Morningstar Inc., the Chicago-based publisher of mutual fund ratings that investors use to decide which investments to make, doesn’t reliably pick winning funds, according to an investigative report by The Wall Street Journal.
Morningstar gives funds one to five stars for past performance, with five the best. Many investors treat the stars as a guide to future performance, but over time, the performance of funds with different initial star ratings converges, the newspaper found.
Nearly every asset manager in the world pays Morningstar for the data collected by the company. About 250,000 financial advisers rely on the Morningstar’s data, services or ratings, making its analysis hugely influential among retirement plans and brokerages.
Morningstar groups funds among more than 100 categories based on their investing style or area. It then compares funds to other ones with the same investment focus – not to the overall market. The top 10 percent of funds in each group receive five stars, the bottom 10 percent get one, and the rest get two, three or four stars, the WSJ reported.
Those five-star ratings turned out to be meaningless predictors of future performance. For all of the measured periods—three, five and 10 years—five-star domestic equity funds were more likely to turn in a one-star performance than a top one, the WSJ said.
“That means a five-star rating for the equity funds was no more an omen of success than it was one of failure,” according to the newspaper.
Morningstar said it never claimed its star ratings predicted future performance. The star system is backward-looking, evaluating past performance. “We have always been very clear that it’s not intended to predict future performance,” the company said in a written statement cited by the WSJ.
Meanwhile, BlackRock Chairman and CEO Larry Fink says investors should expect just 4 percent returns over the next 10 years with a balanced portfolio of stocks and bonds over 10 years.
"There are going to be some times where you're going to have a market setback," Fink told CNBC.
"We're talking about a balanced portfolio. We're talking about over a 10-year horizon," Fink said.
"Obviously, this year we are making far better because of the equity market return," he added, but warned some years could be much worse.
"There are going to be some times where you're going to have a market setback where you could lose 20, 30, to 40 percent of the market."
Fink also said the global economy is starting to flourish.
"We're in our eighth year from the Great Recession," he said. "We're seeing Japan and China accelerating. Japan may grow 2½ percent over the next quarter."
BlackRock is the world's biggest money manager with nearly $6 trillion in assets under management, CNBC said.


> [TRY IT] Among the records, which lines hold the word "high"? Pick them out.

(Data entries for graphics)
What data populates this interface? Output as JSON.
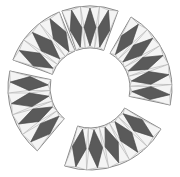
{
  "figure": {
    "center": [
      90,
      88
    ],
    "outer_radius": 82,
    "inner_radius": 40,
    "colors": {
      "background": "#ffffff",
      "light_fill": "#f1f1f1",
      "dark_fill": "#5a5a5a",
      "outline": "#6f6f6f"
    },
    "segments": [
      {
        "name": "top-left-piece",
        "start_deg": 200,
        "end_deg": 248,
        "tiles": 3
      },
      {
        "name": "top-right-piece",
        "start_deg": 250,
        "end_deg": 290,
        "tiles": 3
      },
      {
        "name": "right-piece",
        "start_deg": 300,
        "end_deg": 372,
        "tiles": 5
      },
      {
        "name": "bottom-piece",
        "start_deg": 30,
        "end_deg": 108,
        "tiles": 5
      },
      {
        "name": "left-piece",
        "start_deg": 130,
        "end_deg": 192,
        "tiles": 4
      }
    ]
  }
}
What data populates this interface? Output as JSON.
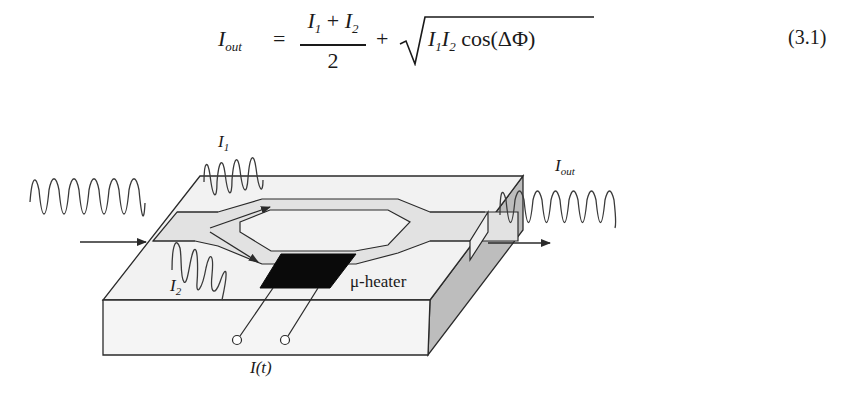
{
  "equation": {
    "lhs_symbol": "I",
    "lhs_subscript": "out",
    "equals": "=",
    "numerator_a": "I",
    "numerator_a_sub": "1",
    "numerator_plus": " + ",
    "numerator_b": "I",
    "numerator_b_sub": "2",
    "denominator": "2",
    "plus": "+",
    "radicand_a": "I",
    "radicand_a_sub": "1",
    "radicand_b": "I",
    "radicand_b_sub": "2",
    "radicand_func": " cos(ΔΦ)",
    "number": "(3.1)"
  },
  "figure": {
    "labels": {
      "i1": {
        "symbol": "I",
        "sub": "1"
      },
      "i2": {
        "symbol": "I",
        "sub": "2"
      },
      "iout": {
        "symbol": "I",
        "sub": "out"
      },
      "heater": "μ-heater",
      "current": "I(t)"
    },
    "colors": {
      "line": "#2a2a2a",
      "slab_top": "#f2f2f2",
      "slab_front": "#f4f4f4",
      "slab_side": "#bdbdbd",
      "waveguide": "#e2e2e2",
      "heater": "#0a0a0a"
    }
  }
}
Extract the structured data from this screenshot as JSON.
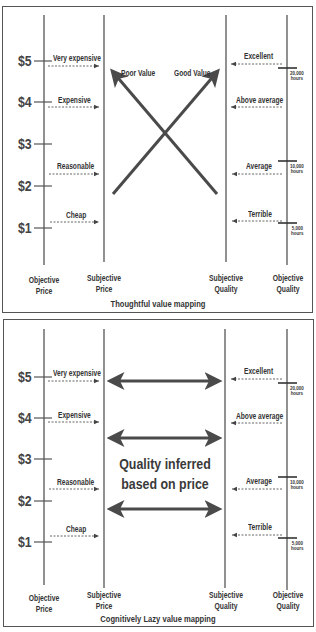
{
  "colors": {
    "line": "#555555",
    "arrow": "#4a4a4a",
    "text": "#333333",
    "background": "#ffffff"
  },
  "axes": {
    "objective_price": "Objective\nPrice",
    "subjective_price": "Subjective\nPrice",
    "subjective_quality": "Subjective\nQuality",
    "objective_quality": "Objective\nQuality"
  },
  "axis_labels": {
    "objective_price_l1": "Objective",
    "objective_price_l2": "Price",
    "subjective_price_l1": "Subjective",
    "subjective_price_l2": "Price",
    "subjective_quality_l1": "Subjective",
    "subjective_quality_l2": "Quality",
    "objective_quality_l1": "Objective",
    "objective_quality_l2": "Quality"
  },
  "price_ticks": [
    "$5",
    "$4",
    "$3",
    "$2",
    "$1"
  ],
  "price_categories": [
    "Very expensive",
    "Expensive",
    "Reasonable",
    "Cheap"
  ],
  "quality_categories": [
    "Excellent",
    "Above average",
    "Average",
    "Terrible"
  ],
  "quality_hours": [
    {
      "value": "20,000",
      "unit": "hours"
    },
    {
      "value": "10,000",
      "unit": "hours"
    },
    {
      "value": "5,000",
      "unit": "hours"
    }
  ],
  "panels": [
    {
      "caption": "Thoughtful value mapping",
      "arrows": [
        {
          "label": "Poor Value",
          "from": "subjective-quality-low",
          "to": "subjective-price-high"
        },
        {
          "label": "Good Value",
          "from": "subjective-price-low",
          "to": "subjective-quality-high"
        }
      ]
    },
    {
      "caption": "Cognitively Lazy value mapping",
      "center_text_l1": "Quality inferred",
      "center_text_l2": "based on price",
      "arrows": [
        {
          "type": "double-headed",
          "row": 1
        },
        {
          "type": "double-headed",
          "row": 2
        },
        {
          "type": "double-headed",
          "row": 3
        }
      ]
    }
  ]
}
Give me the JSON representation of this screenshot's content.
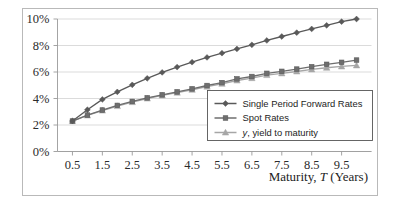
{
  "chart_data": {
    "type": "line",
    "title": "",
    "xlabel_prefix": "Maturity, ",
    "xlabel_symbol": "T",
    "xlabel_suffix": " (Years)",
    "ylabel": "",
    "xlim": [
      0,
      10.5
    ],
    "ylim": [
      0,
      0.1
    ],
    "grid": true,
    "legend_position": "inside-lower-right",
    "x": [
      0.5,
      1.0,
      1.5,
      2.0,
      2.5,
      3.0,
      3.5,
      4.0,
      4.5,
      5.0,
      5.5,
      6.0,
      6.5,
      7.0,
      7.5,
      8.0,
      8.5,
      9.0,
      9.5,
      10.0
    ],
    "xticks": [
      0.5,
      1.5,
      2.5,
      3.5,
      4.5,
      5.5,
      6.5,
      7.5,
      8.5,
      9.5
    ],
    "xticklabels": [
      "0.5",
      "1.5",
      "2.5",
      "3.5",
      "4.5",
      "5.5",
      "6.5",
      "7.5",
      "8.5",
      "9.5"
    ],
    "yticks": [
      0,
      0.02,
      0.04,
      0.06,
      0.08,
      0.1
    ],
    "yticklabels": [
      "0%",
      "2%",
      "4%",
      "6%",
      "8%",
      "10%"
    ],
    "series": [
      {
        "name": "Single Period Forward Rates",
        "marker": "diamond",
        "color": "#595959",
        "values": [
          0.023,
          0.0315,
          0.0393,
          0.045,
          0.0503,
          0.0552,
          0.0597,
          0.0637,
          0.0674,
          0.071,
          0.0742,
          0.0774,
          0.0805,
          0.0838,
          0.0868,
          0.0897,
          0.0925,
          0.0952,
          0.098,
          0.1
        ]
      },
      {
        "name": "Spot Rates",
        "marker": "square",
        "color": "#6e6e6e",
        "values": [
          0.023,
          0.0275,
          0.0313,
          0.0348,
          0.0378,
          0.0405,
          0.0428,
          0.045,
          0.0473,
          0.0498,
          0.052,
          0.0548,
          0.0566,
          0.059,
          0.0605,
          0.0622,
          0.064,
          0.0658,
          0.0673,
          0.069
        ]
      },
      {
        "name": "y, yield to maturity",
        "label_symbol": "y",
        "label_rest": ", yield to maturity",
        "marker": "triangle",
        "color": "#a6a6a6",
        "values": [
          0.023,
          0.0272,
          0.0309,
          0.0343,
          0.0373,
          0.04,
          0.0423,
          0.0444,
          0.0466,
          0.049,
          0.0511,
          0.0536,
          0.0554,
          0.0577,
          0.059,
          0.0604,
          0.062,
          0.0632,
          0.0642,
          0.065
        ]
      }
    ]
  },
  "legend": {
    "entries": [
      {
        "label": "Single Period Forward Rates"
      },
      {
        "label": "Spot Rates"
      },
      {
        "label": ", yield to maturity",
        "symbol": "y"
      }
    ]
  },
  "colors": {
    "forward": "#595959",
    "spot": "#6e6e6e",
    "yield": "#a6a6a6",
    "grid": "#d2d2d2",
    "axis": "#9a9a9a",
    "frame": "#b9b9b9",
    "text": "#1d1d1d"
  }
}
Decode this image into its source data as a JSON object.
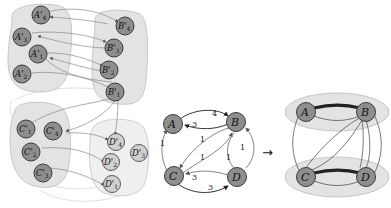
{
  "diagram": {
    "left_panel": {
      "groups": [
        {
          "id": "A",
          "nodes": [
            {
              "label": "A'",
              "sub": "4"
            },
            {
              "label": "A'",
              "sub": "3"
            },
            {
              "label": "A'",
              "sub": "1"
            },
            {
              "label": "A'",
              "sub": "2"
            }
          ]
        },
        {
          "id": "B",
          "nodes": [
            {
              "label": "B'",
              "sub": "4"
            },
            {
              "label": "B'",
              "sub": "3"
            },
            {
              "label": "B'",
              "sub": "2"
            },
            {
              "label": "B'",
              "sub": "1"
            }
          ]
        },
        {
          "id": "C",
          "nodes": [
            {
              "label": "C'",
              "sub": "1"
            },
            {
              "label": "C'",
              "sub": "4"
            },
            {
              "label": "C'",
              "sub": "2"
            },
            {
              "label": "C'",
              "sub": "3"
            }
          ]
        },
        {
          "id": "D",
          "nodes": [
            {
              "label": "D'",
              "sub": "4"
            },
            {
              "label": "D'",
              "sub": "3"
            },
            {
              "label": "D'",
              "sub": "2"
            },
            {
              "label": "D'",
              "sub": "1"
            }
          ]
        }
      ]
    },
    "middle_panel": {
      "nodes": [
        {
          "label": "A"
        },
        {
          "label": "B"
        },
        {
          "label": "C"
        },
        {
          "label": "D"
        }
      ],
      "edge_weights": {
        "A_to_B": "4",
        "B_to_A": "3",
        "C_to_A": "1",
        "B_to_C_outer": "1",
        "C_to_B_inner": "1",
        "D_to_B_left": "1",
        "D_to_B_right": "1",
        "D_to_C": "3",
        "C_to_D": "3"
      }
    },
    "arrow": "→",
    "right_panel": {
      "nodes": [
        {
          "label": "A"
        },
        {
          "label": "B"
        },
        {
          "label": "C"
        },
        {
          "label": "D"
        }
      ]
    }
  }
}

> [ANSWER SECTION]
          "to": "subjective-price-high"
          "to": "subjective-quality-high"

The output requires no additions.